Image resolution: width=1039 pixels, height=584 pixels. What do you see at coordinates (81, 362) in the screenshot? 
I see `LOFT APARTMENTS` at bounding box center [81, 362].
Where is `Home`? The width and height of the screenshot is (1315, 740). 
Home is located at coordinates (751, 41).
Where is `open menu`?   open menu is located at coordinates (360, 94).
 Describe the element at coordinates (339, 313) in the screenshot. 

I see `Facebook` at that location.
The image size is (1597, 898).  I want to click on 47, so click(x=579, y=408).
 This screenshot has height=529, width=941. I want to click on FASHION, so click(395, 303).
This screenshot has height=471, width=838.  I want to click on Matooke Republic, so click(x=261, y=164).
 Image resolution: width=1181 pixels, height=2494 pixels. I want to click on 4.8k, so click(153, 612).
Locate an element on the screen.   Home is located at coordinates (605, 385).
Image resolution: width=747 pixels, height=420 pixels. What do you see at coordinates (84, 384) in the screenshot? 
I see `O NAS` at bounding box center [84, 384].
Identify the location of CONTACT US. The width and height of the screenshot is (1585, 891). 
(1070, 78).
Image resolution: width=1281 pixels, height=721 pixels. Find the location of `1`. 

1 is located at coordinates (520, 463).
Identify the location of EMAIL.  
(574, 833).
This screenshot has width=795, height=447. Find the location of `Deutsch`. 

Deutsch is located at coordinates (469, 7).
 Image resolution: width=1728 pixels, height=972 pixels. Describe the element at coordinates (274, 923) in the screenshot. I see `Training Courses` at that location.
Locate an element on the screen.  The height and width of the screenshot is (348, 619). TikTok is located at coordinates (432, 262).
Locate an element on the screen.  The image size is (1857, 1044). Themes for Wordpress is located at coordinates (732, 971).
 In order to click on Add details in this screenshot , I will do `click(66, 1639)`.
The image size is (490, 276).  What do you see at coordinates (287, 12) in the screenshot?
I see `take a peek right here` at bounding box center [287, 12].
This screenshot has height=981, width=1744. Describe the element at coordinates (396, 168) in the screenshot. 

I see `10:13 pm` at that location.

****************************************

» Work to be completed
Nothing in the data may be omitted; transcribe it exactly.

» Problem solution
Image resolution: width=1039 pixels, height=584 pixels. What do you see at coordinates (81, 362) in the screenshot? 
I see `LOFT APARTMENTS` at bounding box center [81, 362].
Where is `Home`? The width and height of the screenshot is (1315, 740). 
Home is located at coordinates (751, 41).
Where is `open menu`?   open menu is located at coordinates (360, 94).
 Describe the element at coordinates (339, 313) in the screenshot. 

I see `Facebook` at that location.
The image size is (1597, 898).  I want to click on 47, so click(x=579, y=408).
 This screenshot has height=529, width=941. I want to click on FASHION, so click(395, 303).
This screenshot has height=471, width=838.  I want to click on Matooke Republic, so click(x=261, y=164).
 Image resolution: width=1181 pixels, height=2494 pixels. I want to click on 4.8k, so click(153, 612).
Locate an element on the screen.   Home is located at coordinates (605, 385).
Image resolution: width=747 pixels, height=420 pixels. What do you see at coordinates (84, 384) in the screenshot? 
I see `O NAS` at bounding box center [84, 384].
Identify the location of CONTACT US. The width and height of the screenshot is (1585, 891). 
(1070, 78).
Image resolution: width=1281 pixels, height=721 pixels. Find the location of `1`. 

1 is located at coordinates (520, 463).
Identify the location of EMAIL.  
(574, 833).
This screenshot has width=795, height=447. Find the location of `Deutsch`. 

Deutsch is located at coordinates (469, 7).
 Image resolution: width=1728 pixels, height=972 pixels. Describe the element at coordinates (274, 923) in the screenshot. I see `Training Courses` at that location.
Locate an element on the screen.  The height and width of the screenshot is (348, 619). TikTok is located at coordinates (432, 262).
Locate an element on the screen.  The image size is (1857, 1044). Themes for Wordpress is located at coordinates (732, 971).
 In order to click on Add details in this screenshot , I will do `click(66, 1639)`.
The image size is (490, 276).  What do you see at coordinates (287, 12) in the screenshot?
I see `take a peek right here` at bounding box center [287, 12].
This screenshot has height=981, width=1744. Describe the element at coordinates (396, 168) in the screenshot. 

I see `10:13 pm` at that location.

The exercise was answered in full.